Not that Judeo-Christians should hunger after death, but they should anticipate the rewards of the afterlife. The poet should invoke heaven. Rossetti was a committed Anglican who studied scripture most of her adult life. Although she undoubtedly understood the term “heaven,” the speaker moves into the “silent land” (Line 2). Within Christian theology, which, again, Rossetti rigorously followed and carefully studied most of her adult life, heaven is the consolation for mortality, a way to move up, the traditional direction of paradise, to a realm of angels, perpetual bliss worshipping at last at the feet of God the Creator. Heaven is the glorious compensation for enduring the hard process of living, dying. Although no reliable descriptions of heaven exist, the Christian mythology of heaven suggests splendid effects: sweet music, gorgeous swales of light, hovering angelic figures, and, given the nearness at last of the Triune God, a happy sense of union.
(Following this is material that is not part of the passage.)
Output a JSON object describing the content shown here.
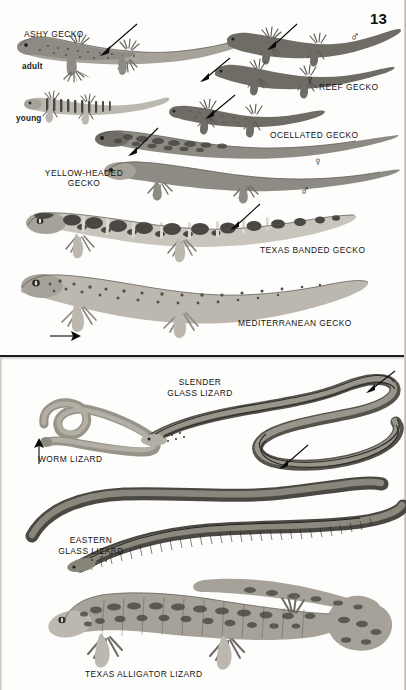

For Rossetti, however, the anticipation of heaven can do little to ease the depth of her sorrows over leaving her lover. To set as her destination the magisterial sweep of heaven would help diminish the sorrow she feels over her approaching departure. Her euphemism—the silent land—is telling. As a voracious reader, a lover of music, a practicing poet, at least by reputation something of a bon vivant in conversations within the artistic community of London, she conjures the one image that would most encapsulate the idea of hell for her. Nothing less than silence, the abandonment of words themselves. The silent land, her euphemism for hell, indicates the depth of her anxiety. She is a poet, after all, and to lose language itself would be the direst of punishments. In this way, the speaker underscores the magnitude of the death she is facing.
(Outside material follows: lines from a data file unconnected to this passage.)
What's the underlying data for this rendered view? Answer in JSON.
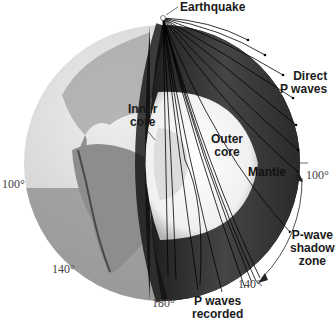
{
  "diagram": {
    "title": "P-wave shadow zone",
    "labels": {
      "earthquake": "Earthquake",
      "direct_p_waves_line1": "Direct",
      "direct_p_waves_line2": "P waves",
      "inner_core_line1": "Inner",
      "inner_core_line2": "core",
      "outer_core_line1": "Outer",
      "outer_core_line2": "core",
      "mantle": "Mantle",
      "shadow_zone_line1": "P-wave",
      "shadow_zone_line2": "shadow",
      "shadow_zone_line3": "zone",
      "p_waves_recorded_line1": "P waves",
      "p_waves_recorded_line2": "recorded"
    },
    "angles": {
      "right_100": "100°",
      "left_100": "100°",
      "right_140": "140°",
      "left_140": "140°",
      "bottom_180": "180°"
    },
    "colors": {
      "mantle": "#3a3a3a",
      "outer_core": "#f2f2f2",
      "inner_core": "#dcdcdc",
      "globe_ocean": "#d8d8d8",
      "globe_land": "#9a9a9a",
      "shadow_band": "#6e6e6e",
      "arrow": "#ffffff"
    }
  }
}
It is a cliché of psychology (and theology) that the intellect is too limited to comprehend the implications of putrefaction, the body’s ultimate and inevitable physical decay. Decomposition is central to the rise of religion—awareness of death creates the intense need to transcend physical death and the brutal business of rotting by projecting a cosmic happy place where bodies, whisked off by a loving Creator God, are illuminated into iridescence by the stunning sparkle of grace.
However the Christian afterlife is conceived, license is given to ignore or reconsider the reality of what happens to the body after the massive irreversible organ failure known as death (God, being omnipotent, would surely make short work of any rotting through divine healing anyway). No one wants to think about the reality of decomposition. It is one thing to understand death is inevitable and always getting closer but something quite different to accept the implications of it. In admitting in Line 11 that she will be subject to corruption, a euphemism for rotting, the poet acknowledges rather than retreats from the grim business of decay. As she speaks to her lover, she offers no images of her looking down on him from heavenly glory. Rather she acknowledges to him the enclosing darkness of the grave and her own physical decay, offering only the hope that perhaps rising from the feculent remains of her body, a fragile memory of her, a “vestige” (Line 12) of a thought of her, might somehow remain with the lover. Do not imagine me, she says, as some angel in white robes drifting happily in the clouds. I am in the ground. I am alone. I am in absolute darkness. And the pleasant and comely physical form he so loves—the touch of her hand, the lilt of her voice, the soft linger in her eyes—is collapsing into a most unpleasant and disturbing organic debris.